Ian Thomson

Violence and beauty combine in Siena

Renowned for its soaring towers and stylised art, the city was faction-riven for centuries, with powerful banking families at daggers drawn

The storming of the fortress near Porta Camollia in Siena, 1540, by Giorgio Vasari. [Getty Images] 
issue 15 October 2022

Siena, the jewel of Tuscan cities, was the mercantile and banking centre of medieval Europe. Bankers in Pre-Renaissance Siena preened themselves on their wealth and material possession. Banking (from the Italian banco, ‘counter’) is an Italian invention. Yet Dante consigned money-lenders to the seventh circle of Hell, where they are made to stare for eternity at their sacks of lucre. (Emblazoned with fancy coats of arms, the sacks would have held the equivalent of today’s venture capitalist bonus payments.) Usury was a dangerous professional game in Siena, one which invited church censure as well as personal spiritual dereliction.

But without its money-making eminenti, Siena would have remained a provincial backwater, swampy with the threat of malaria. The city’s wealth showed above all in its formidable ring of fortress-like towers, 15 of which still stand. Some 80 of these towers rose over the medieval houses, and were used for offence or defence, when the faction fights raged with neighbouring Florence or among the Sienese banker families.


• [Task to complete]: Look below for the line with "Image is 868x415 pixels." and the line with "Image is 868x433 pixels."; repeat exactly those two lines and all lines between them, but no pictures.
** Opening Dataset records block **
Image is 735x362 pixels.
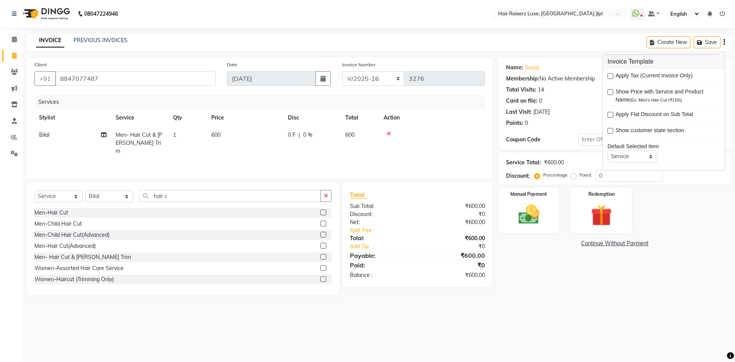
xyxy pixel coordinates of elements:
[693,36,720,48] button: Save
[506,158,541,166] div: Service Total:
[344,251,417,260] div: Payable:
[506,75,723,83] div: No Active Membership
[417,202,490,210] div: ₹600.00
[34,275,114,283] div: Women-Haircut (Trimming Only)
[36,34,64,47] a: INVOICE
[506,108,531,116] div: Last Visit:
[615,88,713,104] span: Show Price with Service and Product Name
[506,119,523,127] div: Points:
[417,271,490,279] div: ₹600.00
[288,131,295,139] span: 0 F
[344,271,417,279] div: Balance :
[283,109,340,126] th: Disc
[227,61,237,68] label: Date
[506,75,539,83] div: Membership:
[34,264,124,272] div: Women-Assorted Hair Care Service
[139,190,321,202] input: Search or Scan
[588,191,614,197] label: Redemption
[344,260,417,269] div: Paid:
[538,86,544,94] div: 14
[34,220,82,228] div: Men-Child Hair Cut
[39,131,49,138] span: Bilal
[344,242,429,250] a: Add Tip
[84,3,118,24] b: 08047224946
[539,97,542,105] div: 0
[506,135,578,143] div: Coupon Code
[34,208,68,217] div: Men-Hair Cut
[417,234,490,242] div: ₹600.00
[344,226,490,234] a: Add. Fee
[34,61,47,68] label: Client
[646,36,690,48] button: Create New
[207,109,283,126] th: Price
[603,55,724,68] h3: Invoice Template
[168,109,207,126] th: Qty
[340,109,379,126] th: Total
[629,98,682,102] span: (Ex. Men's Hair Cut (₹150))
[615,110,692,120] span: Apply Flat Discount on Sub Total
[579,171,591,178] label: Fixed
[344,210,417,218] div: Discount:
[417,218,490,226] div: ₹600.00
[543,171,567,178] label: Percentage
[511,202,546,226] img: _cash.svg
[615,72,692,81] span: Apply Tax (Current Invoice Only)
[578,134,687,145] input: Enter Offer / Coupon Code
[524,119,528,127] div: 0
[500,239,729,247] a: Continue Without Payment
[20,3,72,24] img: logo
[429,242,490,250] div: ₹0
[584,202,618,228] img: _gift.svg
[379,109,485,126] th: Action
[173,131,176,138] span: 1
[342,61,375,68] label: Invoice Number
[524,64,539,72] a: Surya
[116,131,162,154] span: Men- Hair Cut & [PERSON_NAME] Trim
[506,64,523,72] div: Name:
[533,108,549,116] div: [DATE]
[34,231,109,239] div: Men-Child Hair Cut(Advanced)
[35,95,490,109] div: Services
[34,242,96,250] div: Men-Hair Cut(Advanced)
[344,234,417,242] div: Total:
[506,172,529,180] div: Discount:
[34,253,131,261] div: Men- Hair Cut & [PERSON_NAME] Trim
[111,109,168,126] th: Service
[345,131,354,138] span: 600
[544,158,564,166] div: ₹600.00
[298,131,300,139] span: |
[34,71,56,86] button: +91
[506,97,537,105] div: Card on file:
[73,37,127,44] a: PREVIOUS INVOICES
[303,131,312,139] span: 0 %
[417,260,490,269] div: ₹0
[344,218,417,226] div: Net:
[350,191,367,199] span: Total
[417,210,490,218] div: ₹0
[211,131,220,138] span: 600
[506,86,536,94] div: Total Visits:
[417,251,490,260] div: ₹600.00
[344,202,417,210] div: Sub Total:
[510,191,547,197] label: Manual Payment
[615,126,684,136] span: Show customer state section
[55,71,215,86] input: Search by Name/Mobile/Email/Code
[34,109,111,126] th: Stylist
[607,142,720,150] div: Default Selected Item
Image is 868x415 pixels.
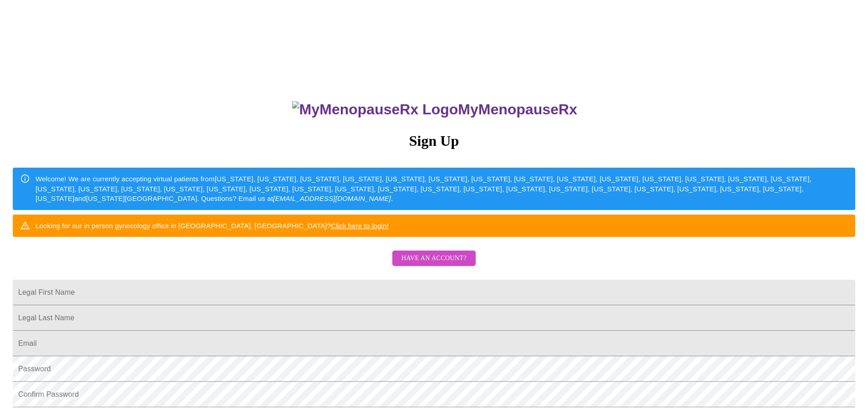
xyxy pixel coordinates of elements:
[331,222,389,230] a: Click here to login!
[390,261,478,268] a: Have an account?
[36,170,848,207] div: Welcome! We are currently accepting virtual patients from [US_STATE], [US_STATE], [US_STATE], [US...
[392,251,476,266] button: Have an account?
[292,101,458,118] img: MyMenopauseRx Logo
[14,101,855,118] h3: MyMenopauseRx
[36,217,389,235] div: Looking for our in person gynecology office in [GEOGRAPHIC_DATA], [GEOGRAPHIC_DATA]?
[13,133,855,149] h3: Sign Up
[401,253,467,265] span: Have an account?
[273,195,391,202] em: [EMAIL_ADDRESS][DOMAIN_NAME]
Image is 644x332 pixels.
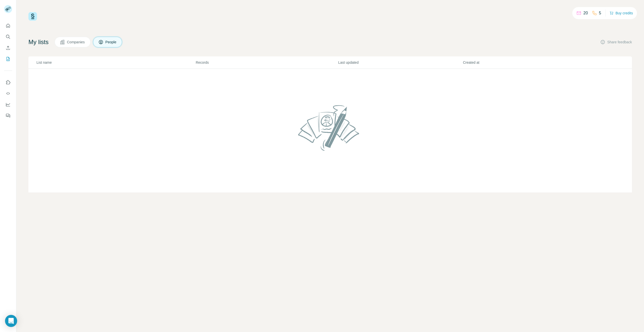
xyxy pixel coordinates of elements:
[609,10,633,16] button: Buy credits
[4,43,12,52] button: Enrich CSV
[196,60,338,65] p: Records
[5,315,17,327] div: Open Intercom Messenger
[28,12,37,21] img: Surfe Logo
[296,101,365,154] img: No lists found
[600,40,632,44] button: Share feedback
[4,89,12,98] button: Use Surfe API
[583,10,588,16] p: 20
[463,60,587,65] p: Created at
[4,111,12,120] button: Feedback
[599,10,601,16] p: 5
[4,21,12,30] button: Quick start
[106,40,117,44] span: People
[67,40,85,44] span: Companies
[28,38,48,46] h4: My lists
[4,78,12,87] button: Use Surfe on LinkedIn
[4,32,12,41] button: Search
[4,55,12,63] button: My lists
[338,60,462,65] p: Last updated
[4,100,12,109] button: Dashboard
[36,60,195,65] p: List name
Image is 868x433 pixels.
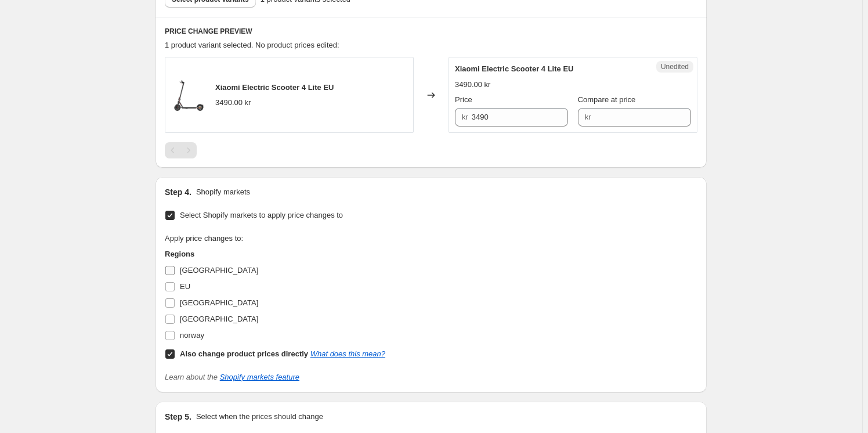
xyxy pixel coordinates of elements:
span: [GEOGRAPHIC_DATA] [180,266,258,274]
a: Shopify markets feature [220,372,299,381]
span: kr [461,112,468,122]
b: Also change product prices directly [180,349,308,358]
span: Compare at price [578,95,636,104]
h6: PRICE CHANGE PREVIEW [165,27,697,36]
span: norway [180,331,204,339]
span: [GEOGRAPHIC_DATA] [180,315,258,323]
img: 4leur-20000_80x.png [171,77,206,112]
span: Select Shopify markets to apply price changes to [180,211,343,219]
span: Price [455,95,472,104]
h3: Regions [165,248,386,260]
span: kr [585,112,591,122]
span: EU [180,282,190,291]
span: [GEOGRAPHIC_DATA] [180,298,258,306]
span: Xiaomi Electric Scooter 4 Lite EU [215,83,334,92]
span: Xiaomi Electric Scooter 4 Lite EU [455,64,573,73]
h2: Step 5. [165,411,192,422]
div: 3490.00 kr [455,79,491,91]
a: What does this mean? [311,349,386,358]
span: 1 product variant selected. No product prices edited: [165,41,339,49]
nav: Pagination [165,142,197,158]
span: Unedited [661,62,689,72]
p: Select when the prices should change [196,411,323,422]
p: Shopify markets [196,187,250,198]
h2: Step 4. [165,187,192,198]
i: Learn about the [165,372,299,381]
span: Apply price changes to: [165,234,243,242]
div: 3490.00 kr [215,97,251,108]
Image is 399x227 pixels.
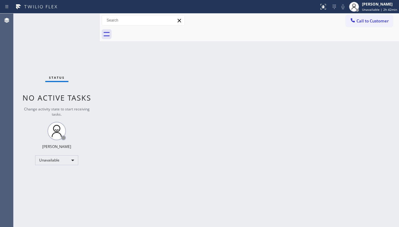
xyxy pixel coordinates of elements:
div: [PERSON_NAME] [42,144,71,149]
span: Change activity state to start receiving tasks. [24,107,90,117]
span: No active tasks [22,93,91,103]
span: Call to Customer [357,18,389,24]
div: Unavailable [35,156,78,166]
div: [PERSON_NAME] [362,2,397,7]
button: Call to Customer [346,15,393,27]
input: Search [102,15,185,25]
button: Mute [339,2,347,11]
span: Status [49,76,65,80]
span: Unavailable | 2h 42min [362,7,397,12]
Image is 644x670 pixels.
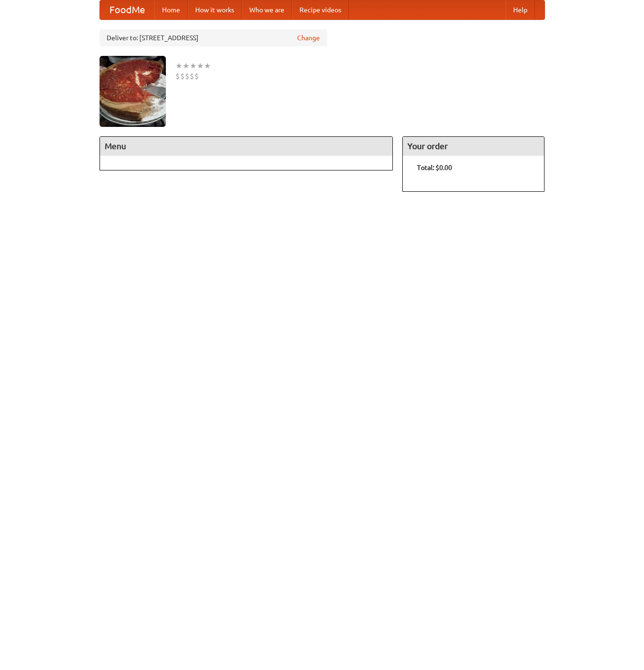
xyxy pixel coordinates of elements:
a: Change [297,34,320,42]
a: FoodMe [100,1,154,19]
li: $ [175,71,180,81]
a: Home [154,1,188,19]
li: ★ [204,60,211,71]
h4: Your order [403,137,544,156]
li: $ [189,71,194,81]
a: Who we are [242,1,292,19]
b: Total: $0.00 [417,164,452,171]
li: $ [185,71,189,81]
li: ★ [196,60,204,71]
li: ★ [189,60,196,71]
li: ★ [175,60,183,71]
li: ★ [183,60,189,71]
li: $ [194,71,199,81]
a: How it works [188,1,242,19]
h4: Menu [100,137,393,156]
div: Deliver to: [STREET_ADDRESS] [100,29,327,47]
a: Recipe videos [292,1,348,19]
li: $ [180,71,185,81]
a: Help [506,1,535,19]
img: angular.jpg [100,56,166,127]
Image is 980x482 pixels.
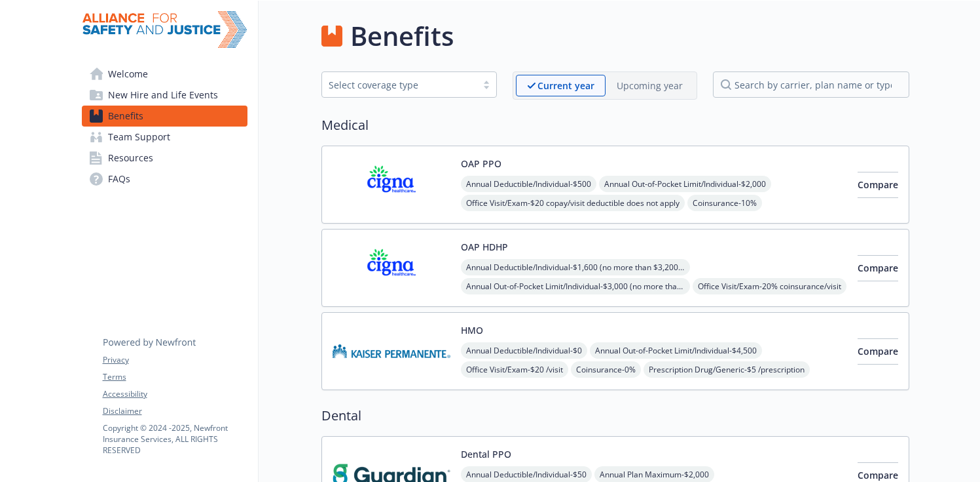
** Closing Dataset records block **
• [Answer for this exercise]:
Image is 868x415 pixels.
xyxy pixel coordinates of elements:
[331,222,389,230] a: Click here to login!
[390,261,478,268] a: Have an account?
[36,170,848,207] div: Welcome! We are currently accepting virtual patients from [US_STATE], [US_STATE], [US_STATE], [US...
[392,251,476,266] button: Have an account?
[292,101,458,118] img: MyMenopauseRx Logo
[14,101,855,118] h3: MyMenopauseRx
[36,217,389,235] div: Looking for our in person gynecology office in [GEOGRAPHIC_DATA], [GEOGRAPHIC_DATA]?
[13,133,855,149] h3: Sign Up
[401,253,467,265] span: Have an account?
[273,195,391,202] em: [EMAIL_ADDRESS][DOMAIN_NAME]
Image is 644x332 pixels.
xyxy pixel coordinates of elements:
[609,10,633,16] button: Buy credits
[4,43,12,52] button: Enrich CSV
[196,60,338,65] p: Records
[5,315,17,327] div: Open Intercom Messenger
[28,12,37,21] img: Surfe Logo
[296,101,365,154] img: No lists found
[600,40,632,44] button: Share feedback
[4,89,12,98] button: Use Surfe API
[583,10,588,16] p: 20
[463,60,587,65] p: Created at
[4,111,12,120] button: Feedback
[599,10,601,16] p: 5
[4,21,12,30] button: Quick start
[106,40,117,44] span: People
[67,40,85,44] span: Companies
[28,38,48,46] h4: My lists
[4,78,12,87] button: Use Surfe on LinkedIn
[4,32,12,41] button: Search
[4,55,12,63] button: My lists
[338,60,462,65] p: Last updated
[4,100,12,109] button: Dashboard
[36,60,195,65] p: List name
Image is 868x433 pixels.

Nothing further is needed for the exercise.